Darwin Day Faces Uphill Battle in Congress

Bill read on 204th birthday of eminent naturalist emphasizes fact-based science education

Rep. Rush Holt (D-N.J.) presented House Resolution 41, a bill to proclaim February 12 “Darwin Day,” on the floor of the House of Representatives today. The declaration is meant to draw attention to the need for sane science policy in society and in Congress—the latter a place where reason and facts are increasingly endangered.

The bill, co-created by Holt and the American Humanist Association, a progressive secular group, “recogniz[es] the importance of science in the betterment of humanity.” The text of the resolution confirms the monumental impact of Charles Darwin’s research into evolutionary biology, published as On The Origin of Species in 1859, which forms the foundation of modern life science, medicine and genetics.

The resolution also explicitly condemns two factors impeding scientific progress in American society. “The advancement of science must be protected from those unconcerned with the adverse impacts of global warming and climate change,” and “the teaching of creationism in some public school compromises the scientific and academic integrity of the United States education system,” the bill states.

While the legislation has seven co-sponsors in addition to Holt, all Democrats, it has been referred to the House Science, Space and Technology Committee, where it is expected to die a slow death.

That’s because the 22 Republican members of the 39-member committee are not traditionally known for their progressive beliefs in the origins and ways of our planet.

Last August, during the 112th Congress, then-member Todd Akin revealed his ignorance of basic reproductive biology when he claimed women can’t get pregnant as a result of “legitimate rape.” Only seven out of the 33 members had any background in a scientific discipline, and most were in healthcare, not environmental, space or life sciences. The Chairman, Rep. Ralph Hall of Texas, was the eldest member of Congress at 89 years old and a former lawyer.

The committee makeup in the 113th Congress isn’t much different. The Chairman is another Texan and former lawyer, Rep. Lamar Smith, who has thus far focused on patent reform legislation in his Congressional service. Longtime member James Sensenbrenner (R-Wis.) blamed “solar flares” for global climate change in a 2009 interview. Rep. Frank Lucas (R-Okla.) strenuously opposed cap and trade legislation to reduce carbon emissions and slow global warming. In a 2012 Wall Street Journal op-ed, Rep. Dana Rohrabacher (R-Calif.) claimed there has been a “lack of global warming for well over 10 years now.”

Perhaps the most notorious member of the House Committee on Science, Space and Technology is Rep. Paul Broun, a former physician who is running for retiring Georgia Sen. Saxby Chambliss’ seat in next year’s election. Broun shocked mainstream America when a videotaped speech he delivered to a church group emerged on the Internet last September. “All that stuff I was taught about evolution, embryology, Big Bang theory, all that is lies straight from the pit of hell,” Broun said. “It’s lies to try to keep me and all the folks who are taught that from understanding that they need a savior. There’s a lot of scientific data that I found out as a scientist that actually show that this is really a young Earth. I believe that the Earth is about 9,000 years old. I believe that it was created in six days as we know them. That’s what the Bible says…And that’s the reason, as your congressman, I hold the Holy Bible as being the major directions to me of how I vote in Washington, D.C., and I’ll continue to do that.”

“Darwin Day” appears to have a snowball’s chance in the current Congress, but Brian Magee of the American Humanist Association said that the bill’s reading today was a step in the process of building a coalition of support. He anticipated that the bill will “fade away without action being taken” in committee, but “we have the chance to sign on more sponsors, which gives us more clout for when the bill is re-introduced next year.”

“There is no valid excuse for failing to recognize the person behind one of the top scientific discoveries of all time,” said Roy Speckhardt, the association’s executive director, in a statement.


▸ The task: Report every line below that carries the word "ffffff".

________________________________________

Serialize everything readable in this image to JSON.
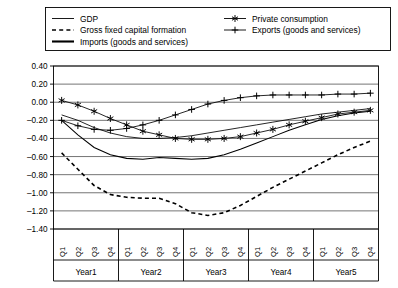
{
  "legend": {
    "position": "top",
    "entries": [
      {
        "label": "GDP",
        "marker": "plain-line-icon"
      },
      {
        "label": "Gross fixed capital formation",
        "marker": "dashed-line-icon"
      },
      {
        "label": "Imports (goods and services)",
        "marker": "thick-line-icon"
      },
      {
        "label": "Private consumption",
        "marker": "asterisk-marker-icon"
      },
      {
        "label": "Exports (goods and services)",
        "marker": "plus-marker-icon"
      }
    ]
  },
  "axes": {
    "y_ticks": [
      "0.40",
      "0.20",
      "0.00",
      "-0.20",
      "-0.40",
      "-0.60",
      "-0.80",
      "-1.00",
      "-1.20",
      "-1.40"
    ],
    "quarter_labels": [
      "Q1",
      "Q2",
      "Q3",
      "Q4"
    ],
    "year_labels": [
      "Year1",
      "Year2",
      "Year3",
      "Year4",
      "Year5"
    ]
  },
  "chart_data": {
    "type": "line",
    "title": "",
    "xlabel": "",
    "ylabel": "",
    "ylim": [
      -1.4,
      0.4
    ],
    "ytick_step": 0.2,
    "grid": true,
    "legend_position": "top",
    "categories": [
      "Year1 Q1",
      "Year1 Q2",
      "Year1 Q3",
      "Year1 Q4",
      "Year2 Q1",
      "Year2 Q2",
      "Year2 Q3",
      "Year2 Q4",
      "Year3 Q1",
      "Year3 Q2",
      "Year3 Q3",
      "Year3 Q4",
      "Year4 Q1",
      "Year4 Q2",
      "Year4 Q3",
      "Year4 Q4",
      "Year5 Q1",
      "Year5 Q2",
      "Year5 Q3",
      "Year5 Q4"
    ],
    "series": [
      {
        "name": "GDP",
        "style": "solid-thin",
        "marker": "none",
        "values": [
          -0.14,
          -0.2,
          -0.28,
          -0.34,
          -0.38,
          -0.4,
          -0.4,
          -0.39,
          -0.37,
          -0.34,
          -0.31,
          -0.28,
          -0.25,
          -0.22,
          -0.19,
          -0.16,
          -0.13,
          -0.11,
          -0.09,
          -0.07
        ]
      },
      {
        "name": "Gross fixed capital formation",
        "style": "dashed",
        "marker": "none",
        "values": [
          -0.56,
          -0.74,
          -0.92,
          -1.02,
          -1.05,
          -1.06,
          -1.06,
          -1.12,
          -1.22,
          -1.25,
          -1.22,
          -1.14,
          -1.04,
          -0.94,
          -0.85,
          -0.76,
          -0.67,
          -0.58,
          -0.5,
          -0.43
        ]
      },
      {
        "name": "Imports (goods and services)",
        "style": "solid-thick",
        "marker": "none",
        "values": [
          -0.2,
          -0.36,
          -0.5,
          -0.58,
          -0.62,
          -0.63,
          -0.61,
          -0.62,
          -0.63,
          -0.62,
          -0.58,
          -0.52,
          -0.45,
          -0.38,
          -0.31,
          -0.25,
          -0.19,
          -0.15,
          -0.12,
          -0.1
        ]
      },
      {
        "name": "Private consumption",
        "style": "solid-thin",
        "marker": "asterisk",
        "values": [
          0.02,
          -0.03,
          -0.1,
          -0.18,
          -0.25,
          -0.32,
          -0.36,
          -0.4,
          -0.41,
          -0.41,
          -0.4,
          -0.38,
          -0.34,
          -0.3,
          -0.25,
          -0.21,
          -0.17,
          -0.13,
          -0.11,
          -0.09
        ]
      },
      {
        "name": "Exports (goods and services)",
        "style": "solid-thin",
        "marker": "plus",
        "values": [
          -0.2,
          -0.26,
          -0.3,
          -0.31,
          -0.29,
          -0.25,
          -0.2,
          -0.14,
          -0.08,
          -0.02,
          0.02,
          0.05,
          0.07,
          0.08,
          0.08,
          0.08,
          0.08,
          0.09,
          0.09,
          0.1
        ]
      }
    ]
  }
}
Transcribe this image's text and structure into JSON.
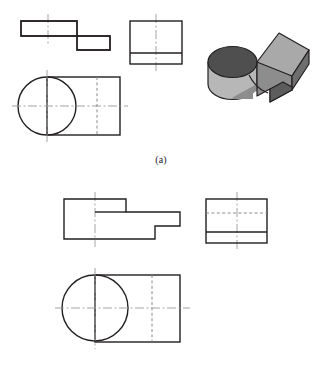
{
  "figure": {
    "kind": "orthographic-multiview-drawing",
    "background_color": "#ffffff",
    "line_color": "#231f20",
    "panels": [
      {
        "id": "a",
        "caption": "(a)",
        "has_pictorial": true
      },
      {
        "id": "b",
        "caption": "(b)",
        "has_pictorial": false
      }
    ]
  },
  "style": {
    "object_line_color": "#231f20",
    "object_line_width": 1.4,
    "hidden_line_color": "#8a8a8a",
    "hidden_line_width": 1,
    "hidden_dash": "3,2.4",
    "center_line_color": "#9a9a9a",
    "center_line_width": 0.9,
    "center_dash": "9,2.5,2,2.5",
    "solid_detail_width": 1.4,
    "pictorial_outline_color": "#231f20",
    "pictorial_outline_width": 1.2,
    "pictorial_top_face": "#a9a9a9",
    "pictorial_side_face": "#8d8d8d",
    "pictorial_front_face": "#9f9f9f",
    "pictorial_cylinder_top": "#4f4f4f",
    "pictorial_cylinder_body": "#b7b7b7",
    "pictorial_notch_dark": "#5c5c5c",
    "pictorial_end_face": "#6e6e6e"
  },
  "panel_a": {
    "caption": "(a)",
    "top_view": {
      "name": "top-view",
      "outline_points": "21,21 77,21 77,36 110,36 110,50 77,50 77,36 21,36",
      "profile": "21,21 77,21 77,36 110,36 110,50 77,50 77,36 21,36 21,21",
      "center_vertical": {
        "x": 48,
        "y1": 14,
        "y2": 43
      }
    },
    "right_view": {
      "name": "right-side-view",
      "rect": {
        "x": 130,
        "y": 21,
        "w": 52,
        "h": 43
      },
      "solid_horizontal": {
        "x1": 130,
        "x2": 182,
        "y": 53
      },
      "center_vertical": {
        "x": 156,
        "y1": 14,
        "y2": 71
      }
    },
    "front_view": {
      "name": "front-view",
      "rect": {
        "x": 47,
        "y": 77,
        "w": 73,
        "h": 58
      },
      "circle": {
        "cx": 47,
        "cy": 106,
        "r": 29
      },
      "center_horizontal": {
        "x1": 12,
        "x2": 128,
        "y": 106
      },
      "center_vertical": {
        "x": 47,
        "y1": 70,
        "y2": 142
      },
      "hidden_vertical": {
        "x": 97,
        "y1": 77,
        "y2": 135
      },
      "hidden_center_horizontal": {
        "x1": 90,
        "x2": 104,
        "y": 106
      }
    },
    "pictorial": {
      "name": "isometric-pictorial-view",
      "description": "cylinder boss merged with stepped rectangular block with end notch"
    }
  },
  "panel_b": {
    "caption": "(b)",
    "top_view": {
      "name": "top-view",
      "profile": "64,199 126,199 126,212 180,212 180,226 155,226 155,239 64,239 64,199",
      "center_vertical": {
        "x": 95,
        "y1": 192,
        "y2": 246
      }
    },
    "right_view": {
      "name": "right-side-view",
      "rect": {
        "x": 206,
        "y": 199,
        "w": 61,
        "h": 44
      },
      "hidden_horizontal": {
        "x1": 206,
        "x2": 267,
        "y": 213
      },
      "solid_horizontal": {
        "x1": 206,
        "x2": 267,
        "y": 232
      },
      "center_vertical": {
        "x": 237,
        "y1": 192,
        "y2": 250
      }
    },
    "front_view": {
      "name": "front-view",
      "rect": {
        "x": 95,
        "y": 275,
        "w": 85,
        "h": 67
      },
      "circle": {
        "cx": 95,
        "cy": 308,
        "r": 33
      },
      "center_horizontal": {
        "x1": 55,
        "x2": 190,
        "y": 308
      },
      "center_vertical": {
        "x": 95,
        "y1": 268,
        "y2": 349
      },
      "hidden_vertical": {
        "x": 152,
        "y1": 275,
        "y2": 342
      },
      "hidden_center_horizontal": {
        "x1": 144,
        "x2": 160,
        "y": 308
      }
    }
  }
}
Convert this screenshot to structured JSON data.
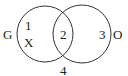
{
  "diagram": {
    "type": "venn",
    "colors": {
      "stroke": "#333333",
      "text": "#222222",
      "background": "#ffffff"
    },
    "sets": [
      {
        "name": "G",
        "label": "G",
        "cx": 45,
        "cy": 34,
        "r": 28
      },
      {
        "name": "O",
        "label": "O",
        "cx": 82,
        "cy": 34,
        "r": 29
      }
    ],
    "regions": [
      {
        "id": "1",
        "label": "1",
        "location": "G only"
      },
      {
        "id": "2",
        "label": "2",
        "location": "G and O"
      },
      {
        "id": "3",
        "label": "3",
        "location": "O only"
      },
      {
        "id": "4",
        "label": "4",
        "location": "outside both"
      }
    ],
    "marker": {
      "label": "X",
      "region": "1"
    }
  }
}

________________________________________

▸ Result of this task:
    "background_color": "#ffffff",
      "background": "#ffffff"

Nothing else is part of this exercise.